Bill Milner, D.D.S., is recipient of 2023 ADA Humanitarian Award – American Dental Association

by David Burger
January 09, 2023
by David Burger
January 09, 2023
Founding model

“We at Access Dental Care are humbled and excited to represent dentistry’s new emerging field of comprehensive, quality care for a variety of community special care patients,” Dr. Milner said, sharing the award with his nonprofit Access Dental Care. “Special care has come a long way through the years, and the light bulb has finally clicked on with the emergence of a rapidly aging population and deinstitutionalization of those with intellectual and developmental disabilities.”

The mission, said Dr. Milner, “has always been to serve folks who have difficulty getting services.”

Dr. Milner received his dental degree from the Baylor College of Dentistry in 1975 and his master’s in public health administration from the University of North Carolina School of Public Health in 1984. 

He spent the first 25 years of his career providing clinical care to children and working with North Carolina communities to create dental clinical programs through the North Carolina Department of Human Services’ Oral Health Section and the Randolph County Health Department.

Dr. Milner was satisfied and proud of his work, but over the years he saw that children weren’t the only ones having to hurdle obstacles in accessing dental care.

“In 1979 I toured a variety of nursing home models in England,” he said. “There were even private practitioners going to patients’ homes doing dentures. Seeing this outreach care made me realize that this service could be done here.”

He continued: “I was lucky. While caring for children, I was given time to start a North Carolina Dental Society Committee on Aging. Our meetings began to focus on how to build a service model for care of the elderly and those with intellectual or developmental disabilities. The Society took a leading role in supporting this effort.”

At the time, Dr. Milner remembered something he had heard when he was a student.

“Back in dental school, I wanted to be a ‘barefoot dentist,’ patterned after the ‘barefoot doctors’ they have in China,” he said. “‘Barefoot doctors’ are those who would walk from village to village in China, taking medical services to those in outlying areas. The idea is that you go out and open doors. Half of my brain is dentistry and half of it is public health. It’s all about opening doors and serving folks who need services where they need them.”

In the 1990s. Dr. Milner worked with Michael Helgeson, D.D.S., who started Apple Tree Dental in Minnesota, to create a program that would work in North Carolina. They started with a 1997 pilot headed by Ford Grant, D.M.D., at Carolinas HealthCare in Charlotte.

In 2000, he created Access Dental Care, which provides onsite, comprehensive dental care for those in nursing homes, group home day centers,
Access Dental Care now serves 150 facilities in almost half of North Carolina’s counties, as well as runs a fixed special care clinic in Asheboro. ADC dentists also provide operating room care at University Hospital in Charlotte, Randolph Hospital in Asheboro, Cone Hospital in Greensboro, WakeMed in Raleigh and ECU Health Medical Center in Greenville.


▸ WHAT YOU HAVE TO DO
In the data below, which lines hold the word "caption"? Copy them.

%%

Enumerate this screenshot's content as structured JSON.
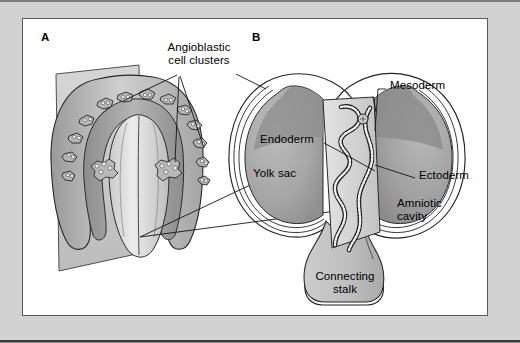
{
  "figure": {
    "panels": [
      {
        "id": "A",
        "letter": "A",
        "caption": "Dorsal view of embryonic disc with angioblastic cell clusters"
      },
      {
        "id": "B",
        "letter": "B",
        "caption": "Sagittal section of conceptus showing yolk sac and amniotic cavity"
      }
    ]
  },
  "labels": {
    "angioblastic": "Angioblastic\ncell clusters",
    "angioblastic_line1": "Angioblastic",
    "angioblastic_line2": "cell clusters",
    "mesoderm": "Mesoderm",
    "endoderm": "Endoderm",
    "ectoderm": "Ectoderm",
    "yolk_sac": "Yolk sac",
    "amniotic_cavity_line1": "Amniotic",
    "amniotic_cavity_line2": "cavity",
    "connecting_stalk_line1": "Connecting",
    "connecting_stalk_line2": "stalk"
  },
  "colors": {
    "page_margin": "#d2d2d2",
    "plate_background": "#ffffff",
    "plate_border": "#5a5a5a",
    "ink": "#1a1a1a",
    "tone_light": "#d8d8d8",
    "tone_pale": "#c6c6c6",
    "tone_mid": "#a8a8a8",
    "tone_dark": "#8e8e8e",
    "tone_darker": "#7d7d7d",
    "cell_fill": "#ffffff"
  },
  "panel_a": {
    "letter": "A",
    "description": "horseshoe-shaped embryonic disc on a tilted cut plane",
    "cluster_count": 22
  },
  "panel_b": {
    "letter": "B",
    "regions": [
      "yolk sac",
      "amniotic cavity",
      "connecting stalk"
    ],
    "germ_layers": [
      "Endoderm",
      "Mesoderm",
      "Ectoderm"
    ]
  }
}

%%

▸ RESULT OF THE TASK
        "caption": "Dorsal view of embryonic disc with angioblastic cell clusters"
        "caption": "Sagittal section of conceptus showing yolk sac and amniotic cavity"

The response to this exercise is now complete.